Get Ready: It's going To Be A Trying Year
By Geoffrey Colvin

(FORTUNE Magazine) – First came the season of germination, when this lush new crop of business scandals sprang with startling brightness from the richly manured soil of the market mania.

Then followed the season of maturation, also called Perp Walk Time, when prosecutors patiently cultivated and nourished their cases, making them bigger and stronger day by day.

And now, as inevitably as autumn follows the summer, we've entered the season of fruition, the harvest, the big payoff, when juries render their verdicts and we learn how many bushels of executives will be sent to the big federal silo up the river.

It's all a natural cycle, but if you're in business, this latest turn is probably bad news. No matter how clean and scandal-free you and your company may be, this season is going to make life more miserable for you, and the effects may last a surprisingly long time.

A bunch of high-profile trials are about to hit us in a sudden rush. The revelations won't be pretty, and the cumulative impact will be powerful. Consider:

Jury selection for Martha Stewart's trial is happening now. Even if she walks, as some expect, we'll hear plenty of dirt dished by an important witness, her broker's assistant, who is cooperating with prosecutors. The media coverage will be huge.

Soon after that, the Dennis Kozlowski trial will wrap up. Regardless of the verdict, the video images of his infamous toga party in Sardinia, introduced as evidence, have already begun to define an era and reshape the public's image of business. If he's convicted and sentenced to prison, he'll be led off in handcuffs--another high-intensity image.

Scott Sullivan goes on trial a couple of weeks later, in early February. WorldCom's former CFO is accused of orchestrating the largest financial fraud in history, amounting to some $11 billion. Most of the evidence will be technical and eye-glazing, but the size of the numbers will make the trial compelling.

The Rigases of Adelphia--John, the founder, and his two sons--go on trial Feb. 9, accused of looting the company of $2.5 billion, a huge amount that makes Kozlowski look like a small-town smash-and-grab artist. The company's former director of accounting and former vice president of finance have pleaded guilty and are cooperating with prosecutors.

Lea Fastow's trial, scheduled for the next day, may not happen if she makes a plea deal. The wife of former Enron CFO Andrew Fastow was charged mostly with tax violations involving her role in some of his Milo Minderbinder financial schemes. A plea deal could actually spark more courtroom fireworks rather than less. Her plea would clear the way for her husband to make his own deal with prosecutors, presumably including a promise to give evidence. So we could hear Fastow at the trials of former CEOs Ken Lay and Jeff Skilling. They haven't been charged yet, but if Fastow ends up singing, who knows? Absent a plea, Fastow faces trial in April.

There's more. Richard Scrushy, HealthSouth's former CEO, goes on trial in August. He's charged with directing a $2.7 billion fraud, 85 counts in all. It's not often that every one of a company's former CFOs--five in all--pleads guilty to federal charges. At least one of them wore a wire in meetings with Scrushy, so look forward to yummy tapes at the trial.

Seven former Enron executives go on trial as a group in October, facing more than 220 counts. And Enron's former finance vice president and former treasurer will also go on trial later this year, at a date to be determined.

Those are just the criminal trials. The civil cases are too numerous to count.

As trial season gets rolling, here's why you should care. It's no coincidence that the man who originated the modern, metaphorical meaning of "stereotype" was a journalist, Walter Lippmann. He understood that journalists (and through them, the public) deal with the world's complexity by placing people and events in one of a few mental envelopes. Once a stereotype takes hold, it lasts until a new one displaces it, which doesn't happen easily or often.

The businessperson stereotype may well be redefined by the trials of this year. And while business media (such as this magazine) point out the distinctions among businesspeople, general-interest media don't. A year from now the average American may see "businessperson" as simply a synonym for "slimeball."

After the season of fruition comes winter, and it could be awfully long and cold.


EXERCISE OBJECTIVE -> Go through the records and report each line holding the string "Complete".

:: DATASET ENTRIES

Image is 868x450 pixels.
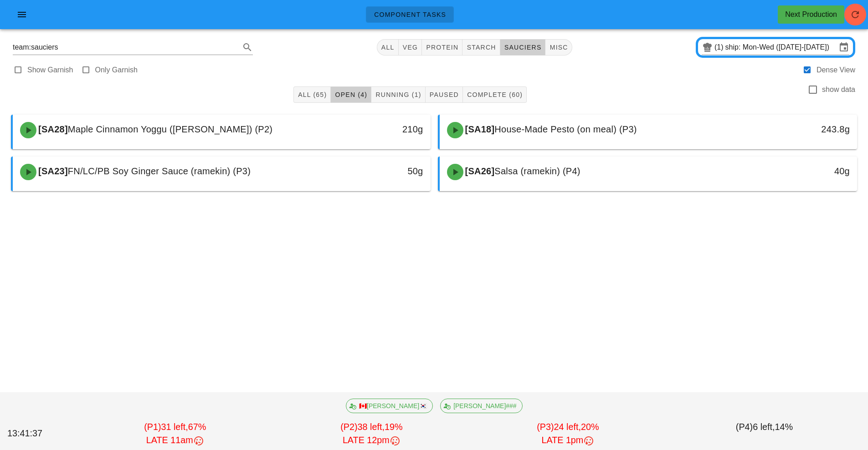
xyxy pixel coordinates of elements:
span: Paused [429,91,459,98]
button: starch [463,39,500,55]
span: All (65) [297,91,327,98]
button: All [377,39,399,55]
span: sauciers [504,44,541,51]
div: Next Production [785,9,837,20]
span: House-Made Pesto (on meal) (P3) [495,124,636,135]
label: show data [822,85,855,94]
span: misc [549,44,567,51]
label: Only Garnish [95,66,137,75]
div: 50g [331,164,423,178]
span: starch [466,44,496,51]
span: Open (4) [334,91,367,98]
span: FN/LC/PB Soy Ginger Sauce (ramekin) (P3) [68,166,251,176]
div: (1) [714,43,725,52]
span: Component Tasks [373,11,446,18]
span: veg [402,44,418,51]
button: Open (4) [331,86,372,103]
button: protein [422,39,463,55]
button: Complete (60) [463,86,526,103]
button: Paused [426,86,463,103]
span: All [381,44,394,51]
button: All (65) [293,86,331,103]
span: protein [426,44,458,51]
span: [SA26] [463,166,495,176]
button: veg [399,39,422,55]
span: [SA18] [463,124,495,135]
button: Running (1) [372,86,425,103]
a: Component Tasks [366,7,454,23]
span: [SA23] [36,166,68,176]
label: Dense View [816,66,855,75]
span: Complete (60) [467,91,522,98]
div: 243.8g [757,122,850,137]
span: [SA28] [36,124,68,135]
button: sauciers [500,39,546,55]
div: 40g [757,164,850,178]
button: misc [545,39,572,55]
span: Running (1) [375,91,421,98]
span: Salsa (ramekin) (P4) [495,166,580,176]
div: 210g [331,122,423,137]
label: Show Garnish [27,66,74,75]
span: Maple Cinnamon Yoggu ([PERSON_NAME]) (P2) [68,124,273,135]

::::
:: DATASET ENTRIES

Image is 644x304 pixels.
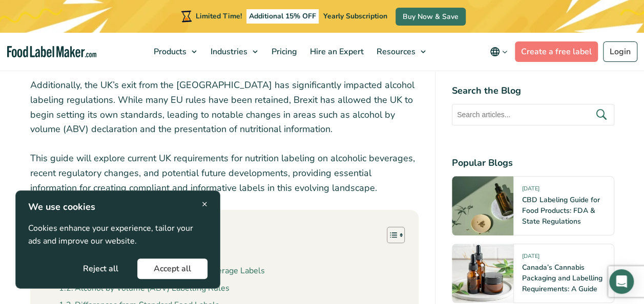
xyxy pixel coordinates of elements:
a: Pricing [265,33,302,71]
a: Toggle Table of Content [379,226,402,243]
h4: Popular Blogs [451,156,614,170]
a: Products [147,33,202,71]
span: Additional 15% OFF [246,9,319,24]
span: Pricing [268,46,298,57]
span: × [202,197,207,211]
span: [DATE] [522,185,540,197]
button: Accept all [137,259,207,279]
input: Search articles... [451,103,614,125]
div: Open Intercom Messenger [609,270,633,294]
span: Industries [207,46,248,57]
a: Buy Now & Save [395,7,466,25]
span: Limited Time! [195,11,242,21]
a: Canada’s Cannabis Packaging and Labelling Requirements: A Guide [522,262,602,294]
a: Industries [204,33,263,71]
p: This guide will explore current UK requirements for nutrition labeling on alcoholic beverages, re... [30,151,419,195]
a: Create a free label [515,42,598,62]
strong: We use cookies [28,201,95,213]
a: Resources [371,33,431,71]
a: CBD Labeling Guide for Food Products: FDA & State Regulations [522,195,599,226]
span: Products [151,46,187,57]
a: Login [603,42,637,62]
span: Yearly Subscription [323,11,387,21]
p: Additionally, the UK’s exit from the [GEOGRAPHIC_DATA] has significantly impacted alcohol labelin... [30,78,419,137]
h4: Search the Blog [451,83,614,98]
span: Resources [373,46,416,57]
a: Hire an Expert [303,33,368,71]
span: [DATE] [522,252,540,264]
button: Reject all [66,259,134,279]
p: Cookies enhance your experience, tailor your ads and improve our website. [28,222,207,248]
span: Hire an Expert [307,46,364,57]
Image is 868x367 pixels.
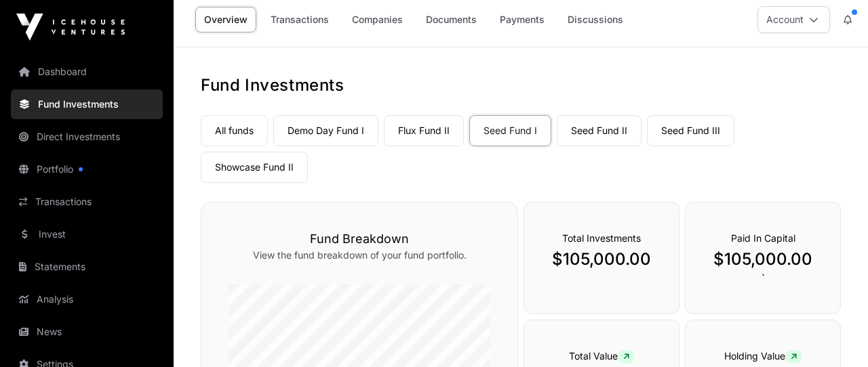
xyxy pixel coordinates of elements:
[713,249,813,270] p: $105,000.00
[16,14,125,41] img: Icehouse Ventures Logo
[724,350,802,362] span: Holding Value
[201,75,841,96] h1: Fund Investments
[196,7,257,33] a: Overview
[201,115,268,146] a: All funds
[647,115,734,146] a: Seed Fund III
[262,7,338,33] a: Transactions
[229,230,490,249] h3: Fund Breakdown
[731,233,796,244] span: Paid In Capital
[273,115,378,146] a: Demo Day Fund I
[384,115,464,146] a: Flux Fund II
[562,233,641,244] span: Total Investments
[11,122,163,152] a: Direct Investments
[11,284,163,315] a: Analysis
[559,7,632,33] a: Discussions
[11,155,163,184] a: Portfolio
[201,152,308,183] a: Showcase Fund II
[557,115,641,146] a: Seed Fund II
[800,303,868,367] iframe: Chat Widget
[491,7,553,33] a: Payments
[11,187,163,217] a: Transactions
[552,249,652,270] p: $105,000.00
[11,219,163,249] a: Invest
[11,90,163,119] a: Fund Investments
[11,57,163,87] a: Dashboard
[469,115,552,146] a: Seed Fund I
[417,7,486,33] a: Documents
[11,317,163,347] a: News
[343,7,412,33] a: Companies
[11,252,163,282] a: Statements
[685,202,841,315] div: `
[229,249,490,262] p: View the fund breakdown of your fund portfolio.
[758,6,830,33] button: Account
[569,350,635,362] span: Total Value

::::

YOUR SOLUTION ->
button: Complete (60) [463,86,526,103]
span: Complete (60) [467,91,522,98]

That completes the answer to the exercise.